Henry Roy



When did you first become interested in photography? Was there a moment when you knew it was a career path for you?

My first contact with photography happened as if by magic. A friend invited me to assist, in his personal lab, in the development of a photo. I had never heard of photography, nor had I had any idea what I was going to see. When the photo appeared in the developer bath, it must have made a strong impression on me, because I immediately decided to make it my profession. I was only 18 years old. I consider this experience as an emotional shock that guided my destiny.




Your work encompasses a wide range of street photography and candid portraits. Do you view your work as part of a larger overall narrative?

I claim not to get attached to a predefined subject such as portrait, landscape, still life or street photography. It doesn't really make sense to me because my work deals with something else entirely. I try to capture a particular intensity. I see photography as a magical medium. So my quest is very independent. It's a question of isolating, in the fabric of reality, images that have a symbolic power and an energetic charge that touches me. What I try to transmit is the invisible. My images, often enigmatic, are not linked to any precise system of reference. They generate their own codes. This is what gives them a power of suggestion. It is a question of exploring the modified state of consciousness in which my practice of photography plunges me. My images are thus vibratory representations, pure products of my subconscious. They denounce the instability of reality and the relativity of vision. In this sense, they are related to the voodoo culture of my origins.




Do you have a favorite style or way of making images (candid, documentary, etc.)?

It is essentially sensory (the mind only really intervenes during editing). I try to explore all the dimensions of my life. According to me, an image can arise at any time. This requires constant vigilance. I practice a form of diarism, photographing the unfolding of my daily life with uninterrupted constancy. Although few images, in the end, hold my attention. Light and atmosphere, especially different times of day with the interaction of the sun, play a role in your images.




Do you find that you're drawn to a particular type of atmosphere or interaction with the outdoors when photographing your subjects?

Indeed, sunlight is essential for me. The relationship that my art has with this star is radical. I would say that I voluntarily submit myself to its influence. Avoiding flashes and other additional artificial light, I am constantly aware of the location of the sun, whose position determines my shots. And even my subjects. I particularly like the hours when its presence and its shadows give reality a dreamlike dimension. His luminous palette is, by far, the one I prefer. This is why I qualify my work as animist (in the sense that I submit to the forces of nature).


Are there particular themes or ideas that you're particularly interested in pursuing?


Humans, plants, minerals and animals, but also earth and water are certainly my favorite themes. I also like sleepers a lot.




What is your favorite thing about traveling extensively for work, finding new locations to photograph?

I have, indeed, traveled a lot in the past. That has become less relevant today. What I particularly like about traveling is the gap between a place and another, whether it is jet lag or cultural. Being immersed in an unknown context causes a loss of reference that stimulates my creativity. Jetlag is, for me, a form of trance. I like the vision that emerges from disorientation. I try to travel without preconceived ideas, carefully avoiding exoticism and clichés. The geographical location of a photo is less important to me than what it expresses. I am therefore constantly looking for something that I consider essential, something that echoes my interiority, whatever the country.


Is there a specific experience or photo shoot that surprised you, taught you something unexpected, or has stuck with you over time? Why?

There are so many of them that it is difficult for me to isolate one in particular. I just want each shot to surprise and move me. Most of the time, when I select a photo, it is because its capture has produced a powerful effect on me. The shooting acts like a ritual.




Is there anything else you'd like to add?

In my opinion, photography should have a capacity of action on reality. Not from the ethnocentric "humanist" angle that marked the whole of the 20th century, but in a more subtle and open way. Art and photography that are not engaged in the enormous stakes of today's world seem meaningless to me. I have been trying, for several years now, to bring my share to the paradigm shift that humanity is facing. To do so, I summon the ancestral spiritual forces that attach me to Haitian, and therefore African culture. I am also very attached to what connects us all, to what we, humans, share in common. To open our consciousness, to come out of the hypnosis in which we are immersed in order to access other dimensions of the being and the living. These are my main motivations. I don't really care about the medium. I use the text more and more. It seems indispensable to me to deconstruct the existing codes to create new ones, capable of improving our reading of the world.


PROBLEM - What is printed must match, line for line, the records from their first line through the line containing "Image is 521x250 pixels.", with pictures left out.

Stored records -
######

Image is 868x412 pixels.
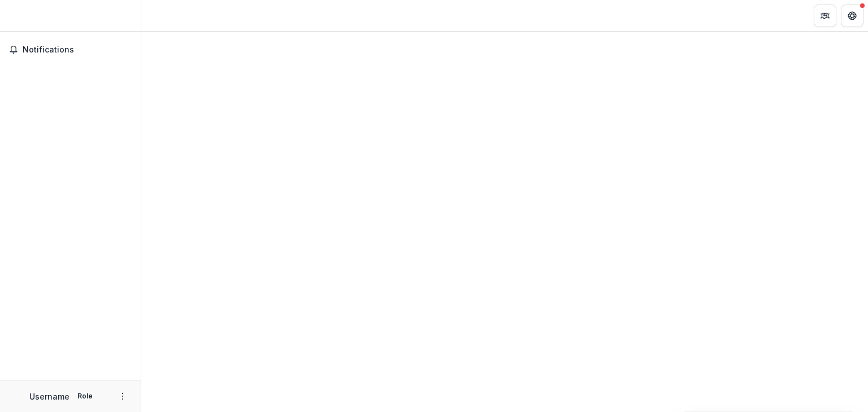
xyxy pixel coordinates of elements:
[23,45,131,55] span: Notifications
[30,391,69,403] p: Username
[5,41,136,59] button: Notifications
[814,5,836,27] button: Partners
[841,5,863,27] button: Get Help
[74,391,96,402] p: Role
[116,389,129,403] button: More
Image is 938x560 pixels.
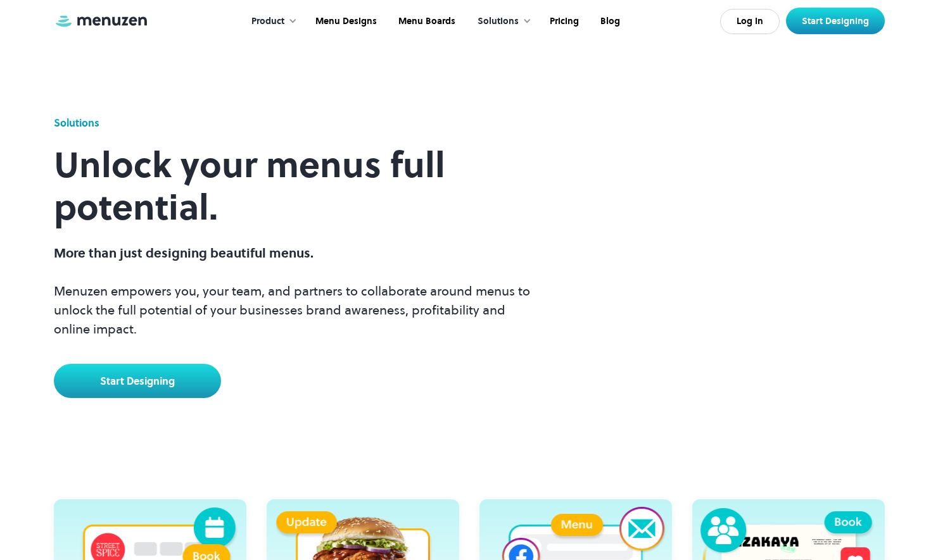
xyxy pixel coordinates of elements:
a: Start Designing [786,8,884,34]
div: Solutions [54,116,100,131]
a: Pricing [538,2,588,41]
a: Log In [720,9,780,34]
div: Solutions [465,2,538,41]
span: More than just designing beautiful menus. [54,244,313,262]
a: Start Designing [54,364,221,398]
div: Product [251,14,284,28]
div: Product [239,2,303,41]
div: Solutions [477,14,518,28]
h1: Unlock your menus full potential. [54,144,540,229]
a: Blog [588,2,629,41]
a: Menu Designs [303,2,386,41]
a: Menu Boards [386,2,465,41]
p: Menuzen empowers you, your team, and partners to collaborate around menus to unlock the full pote... [54,244,540,338]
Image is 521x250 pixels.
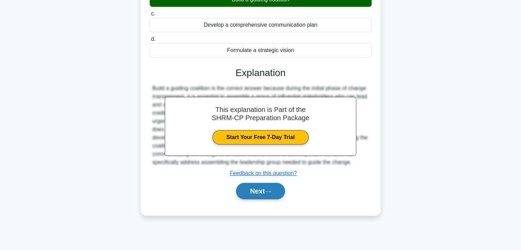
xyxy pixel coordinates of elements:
[150,43,372,58] div: Formulate a strategic vision
[154,67,368,79] h3: Explanation
[153,84,369,167] div: Build a guiding coalition is the correct answer because during the initial phase of change manage...
[230,170,297,176] a: Feedback on this question?
[213,130,309,145] a: Start Your Free 7-Day Trial
[151,36,156,42] span: d.
[236,183,285,200] button: Next
[151,11,155,16] span: c.
[150,18,372,32] div: Develop a comprehensive communication plan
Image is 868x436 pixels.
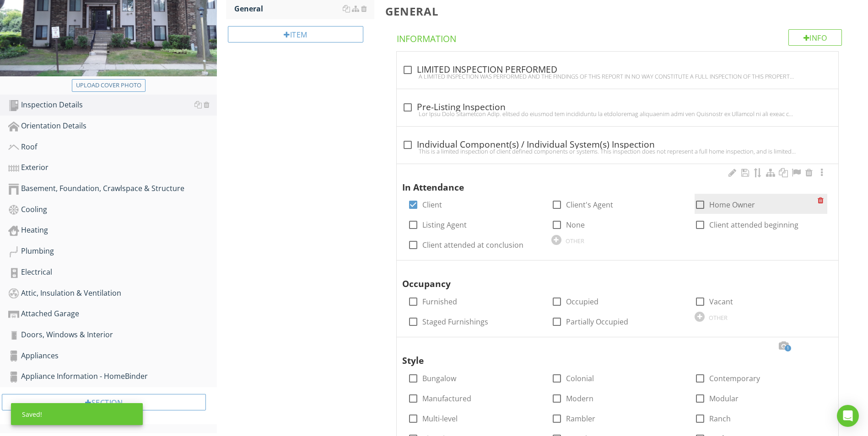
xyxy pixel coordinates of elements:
[402,72,832,80] div: A LIMITED INSPECTION WAS PERFORMED AND THE FINDINGS OF THIS REPORT IN NO WAY CONSTITUTE A FULL IN...
[8,204,217,216] div: Cooling
[566,374,593,383] label: Colonial
[76,81,141,90] div: Upload cover photo
[8,329,217,341] div: Doors, Windows & Interior
[422,317,488,326] label: Staged Furnishings
[422,394,471,403] label: Manufactured
[8,141,217,153] div: Roof
[8,308,217,320] div: Attached Garage
[566,297,598,306] label: Occupied
[422,200,442,210] label: Client
[788,29,842,46] div: Info
[402,264,811,290] div: Occupancy
[566,317,628,326] label: Partially Occupied
[709,200,754,210] label: Home Owner
[709,297,733,306] label: Vacant
[422,414,458,423] label: Multi-level
[234,3,375,14] div: General
[8,287,217,300] div: Attic, Insulation & Ventilation
[2,394,206,410] div: Section
[228,26,363,43] div: Item
[837,405,859,427] div: Open Intercom Messenger
[565,237,584,245] div: OTHER
[566,394,593,403] label: Modern
[422,220,467,229] label: Listing Agent
[8,245,217,258] div: Plumbing
[402,111,832,117] div: Lor Ipsu Dolo Sitametcon Adip. elitsed do eiusmod tem incididuntu la etdoloremag aliquaenim admi ...
[72,79,146,92] button: Upload cover photo
[709,314,727,322] div: OTHER
[8,99,217,111] div: Inspection Details
[402,341,811,367] div: Style
[709,394,738,403] label: Modular
[385,5,853,18] h3: General
[422,240,523,249] label: Client attended at conclusion
[8,183,217,194] div: Basement, Foundation, Crawlspace & Structure
[8,120,217,132] div: Orientation Details
[566,220,584,229] label: None
[709,374,760,383] label: Contemporary
[8,224,217,236] div: Heating
[8,162,217,174] div: Exterior
[402,168,811,194] div: In Attendance
[709,414,731,423] label: Ranch
[8,267,217,278] div: Electrical
[397,29,841,45] h4: Information
[709,220,798,229] label: Client attended beginning
[422,297,457,306] label: Furnished
[566,414,595,423] label: Rambler
[11,403,143,425] div: Saved!
[566,200,613,210] label: Client's Agent
[784,345,791,351] span: 1
[8,370,217,383] div: Appliance Information - HomeBinder
[8,350,217,362] div: Appliances
[402,148,832,155] div: This is a limited inspection of client defined components or systems. This inspection does not re...
[422,374,456,383] label: Bungalow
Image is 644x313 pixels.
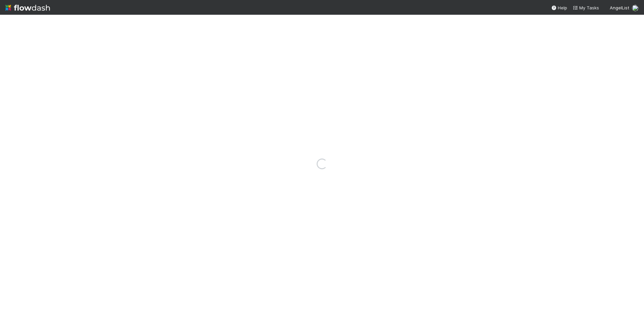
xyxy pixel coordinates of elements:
[551,4,567,11] div: Help
[573,5,599,10] span: My Tasks
[632,5,639,11] img: avatar_a8b9208c-77c1-4b07-b461-d8bc701f972e.png
[610,5,630,10] span: AngelList
[5,2,50,14] img: logo-inverted-e16ddd16eac7371096b0.svg
[573,4,599,11] a: My Tasks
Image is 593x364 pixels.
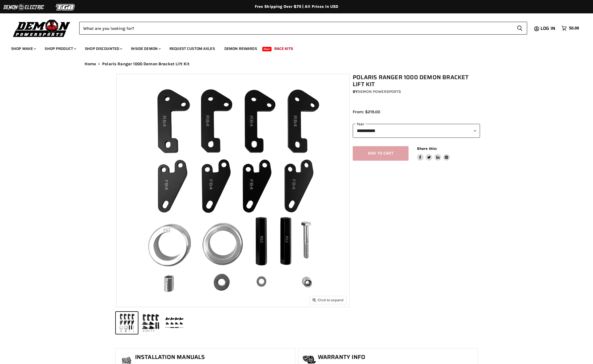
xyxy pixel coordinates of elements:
span: Polaris Ranger 1000 Demon Bracket Lift Kit [102,62,189,66]
span: New! [262,47,272,52]
h1: Installation Manuals [135,354,292,361]
h1: Warranty Info [318,354,475,361]
span: Click to expand [313,298,343,302]
button: Click to expand [310,296,346,304]
button: IMAGE thumbnail [116,312,138,334]
a: Race Kits [270,43,297,54]
img: Demon Powersports [11,18,72,38]
span: Share this: [417,146,437,151]
span: From: $219.00 [353,109,380,114]
span: $0.00 [569,25,579,31]
a: Inside Demon [127,43,164,54]
a: Demon Rewards [220,43,261,54]
ul: Main menu [7,41,578,54]
div: by [353,88,480,95]
a: Log in [538,26,559,31]
input: Search [79,21,512,35]
a: Home [85,62,96,66]
select: year [353,124,480,137]
a: Request Custom Axles [165,43,219,54]
button: Search [512,21,527,35]
img: IMAGE [117,74,349,306]
a: Shop Make [7,43,40,54]
div: Free Shipping Over $75 | All Prices In USD [73,4,520,9]
a: Shop Discounted [80,43,125,54]
a: Demon Powersports [358,89,401,94]
img: warranty-icon.png [303,355,317,364]
a: $0.00 [559,24,582,32]
span: Log in [540,25,555,32]
img: TGB Logo 2 [45,2,87,13]
form: Product [79,21,527,35]
button: IMAGE thumbnail [163,312,185,334]
nav: Breadcrumbs [73,62,520,66]
a: Shop Product [40,43,80,54]
img: Demon Electric Logo 2 [3,2,45,13]
h1: Polaris Ranger 1000 Demon Bracket Lift Kit [353,74,480,88]
button: IMAGE thumbnail [140,312,162,334]
aside: Share this: [417,146,450,161]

######

EXERCISE OUTPUT -
Image is 868x412 pixels.
xyxy pixel coordinates of elements:
[23,45,131,55] span: Notifications
[30,391,69,403] p: Username
[5,41,136,59] button: Notifications
[814,5,836,27] button: Partners
[841,5,863,27] button: Get Help
[74,391,96,402] p: Role
[116,389,129,403] button: More
Image is 938x560 pixels.
xyxy pixel coordinates of elements:
a: Start Designing [786,8,884,34]
div: Solutions [54,116,100,131]
a: Pricing [538,2,588,41]
a: Log In [720,9,780,34]
div: Solutions [465,2,538,41]
span: More than just designing beautiful menus. [54,244,313,262]
a: Start Designing [54,364,221,398]
div: Product [251,14,284,28]
div: Product [239,2,303,41]
div: Solutions [477,14,518,28]
h1: Unlock your menus full potential. [54,144,540,229]
a: Blog [588,2,629,41]
a: Menu Designs [303,2,386,41]
a: Menu Boards [386,2,465,41]
p: Menuzen empowers you, your team, and partners to collaborate around menus to unlock the full pote... [54,244,540,338]
Image is 521x250 pixels.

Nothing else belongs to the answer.